Over the next several years, the parties will differ violently over what to do about the entitlement problem while doing very little to actually address it. This past Thursday the Senate even rejected a proposal that would have made a sliver of a trim in the growth of Medicaid.

But over time, the entitlements crisis will begin to transform politics. The parties will grow less cohesive. The Democrats are held together by the common goal of passing domestic programs that address national needs - like covering the uninsured. But with all the money going to cover entitlements, there will be no way to afford new proposals. Republicans, meanwhile, owe their recent victories to the popularity of tax cuts. But those will be impossible, too. Both parties will lose a core reason for being.

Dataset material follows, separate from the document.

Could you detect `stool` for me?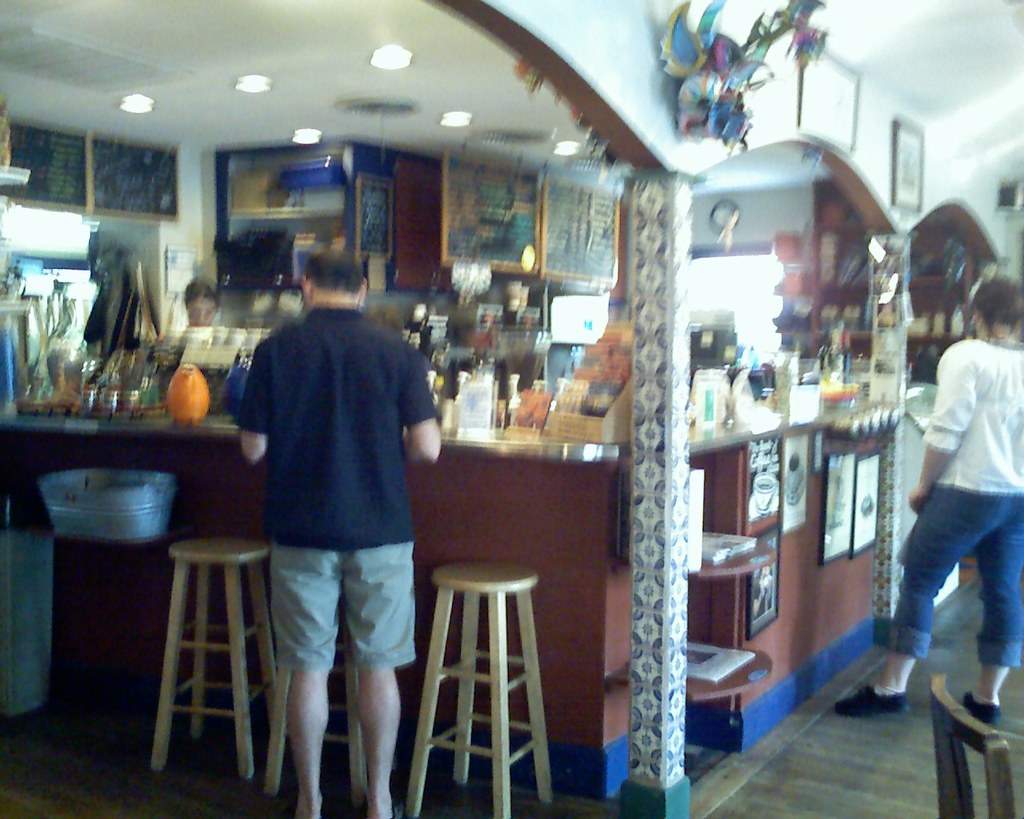
Detection result: BBox(148, 535, 249, 777).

At the same time, Americans will grow even more disenchanted with the political status quo. Not only will there be a general distaste for the hyperpartisan style, but people will also begin to see how partisan brawling threatens the nation's prosperity. They'll read more books like "The Coming Generational Storm" by Laurence Kotlikoff and Scott Burns and "Running on Empty" by Peter Peterson. They will be more aware of the looming disaster. As the situation gets worse, the prospects of change get better, because Americans will not slide noiselessly into oblivion.

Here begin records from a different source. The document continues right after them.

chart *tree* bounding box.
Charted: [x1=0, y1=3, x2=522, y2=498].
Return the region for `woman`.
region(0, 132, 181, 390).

The party alignments have been pretty stable over the past few generations, but there's no reason to think they will be in the future. The Whig Party died. The Progressive movement arose because the parties seemed stagnant a century ago. I wouldn't be surprised if some anti-politician emerged - of the Schwarzenegger or Perot varieties - to crash through the current alignments and bust heads.

I wouldn't be surprised if many of today's politicians decided to reorient their careers. I meet too many who are quietly alarmed by the looming fiscal catastrophe and who know that if their party doesn't tackle this problem, it simply won't be relevant to the issue that will dominate politics for years to come.